I believe managing "bottom up" is at least equally important as managing reports or the team, as only in that way managers can create a proper vision and predictability for their teams.
Unfortunately there are soo few books about how to manage our managers.
Code Red: the Business Impact of Code Quality
Very comprehensive article regarding tech debt (-value) and approaches to tackle
https://t.co/eGFH3iY0Hp
#infoq
@ceilfors DRY can be 2 sides sword. Making things shared is coupling, which brings more harm than benefits in a long term.
Refactoring mainly should be done for enabling testing and thus decoupling proposes.
I started using scheduled messages functionality of @slack more and more often. It enables my focus time and makes my day more organised. Highly recommend it.
#Productivity#Slack
Feature request for @awscloud:
As a user I'd like to have an opportunity to navigate from Bills details' break down(row) directly to the service for which bill got generated.
Purpose:
- easy navigation
- more transparency and visibility
While people discuss with whom
@elonmusk
took a picture it's been already 7 days since Azerbaijan has closed #Lachin corridor & 120K people are blocked & can't receive goods and medications. It's very much disappointing to see this silence in any western news.
#UnitedNations
A scaleup laid off a large % of their employees in order to get to profitability... and weeks later leadership realized they fired too many software engineers to execute, and are trying to hire them back.
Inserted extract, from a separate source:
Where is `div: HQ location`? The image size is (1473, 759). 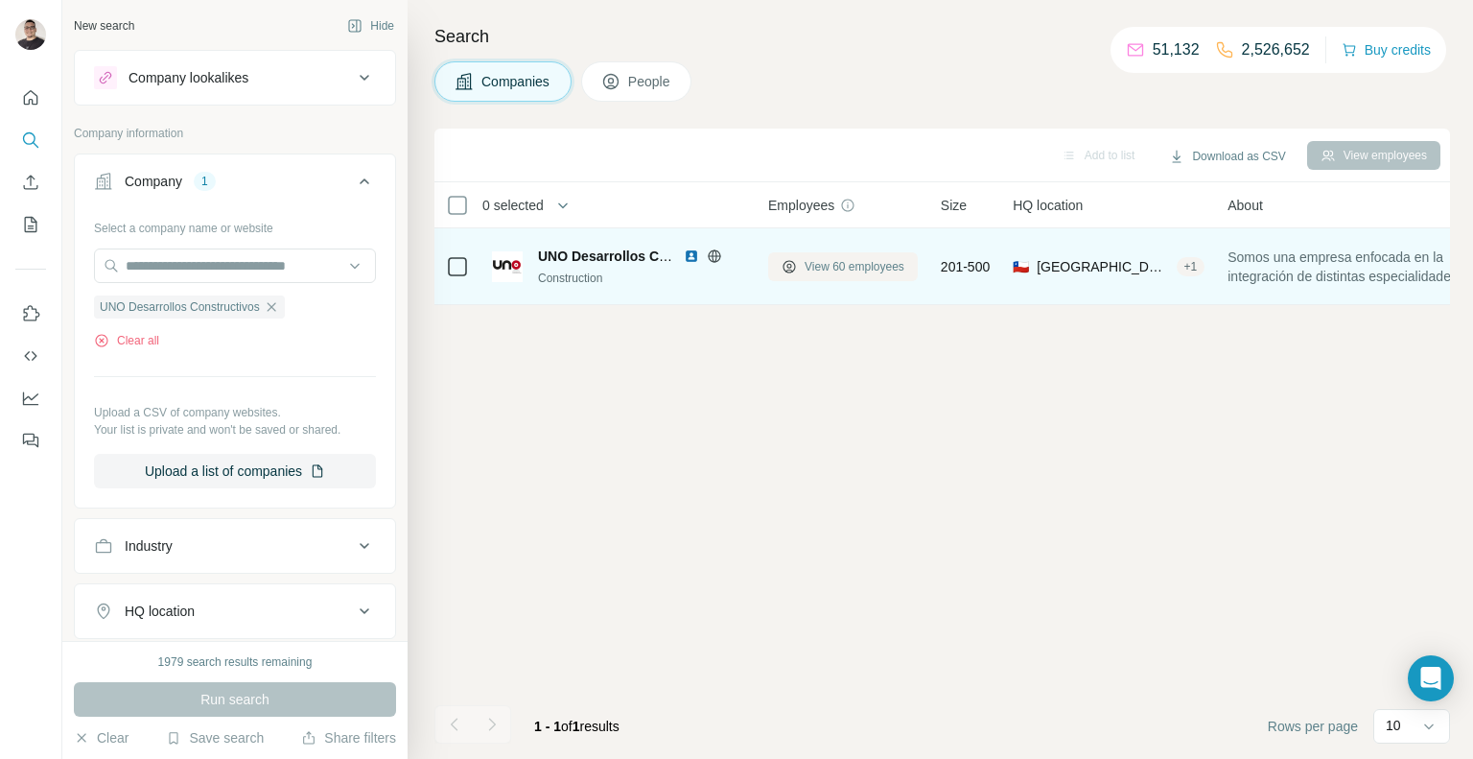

My take on this situation:
11 Promises from a Manager: a ๐งต
1. Weโll have a weekly 1:1. Iโll never cancel this meeting, but you can cancel it whenever you like. Itโs your time.
As a manager it's very easy to get tempted to use power to pressure people or convince something by manipulation(hiding the info deliberately, etc). One medicine against this is to try to build long term relationship with folks, let's say imagining yourself drinking ๐บ at age 60.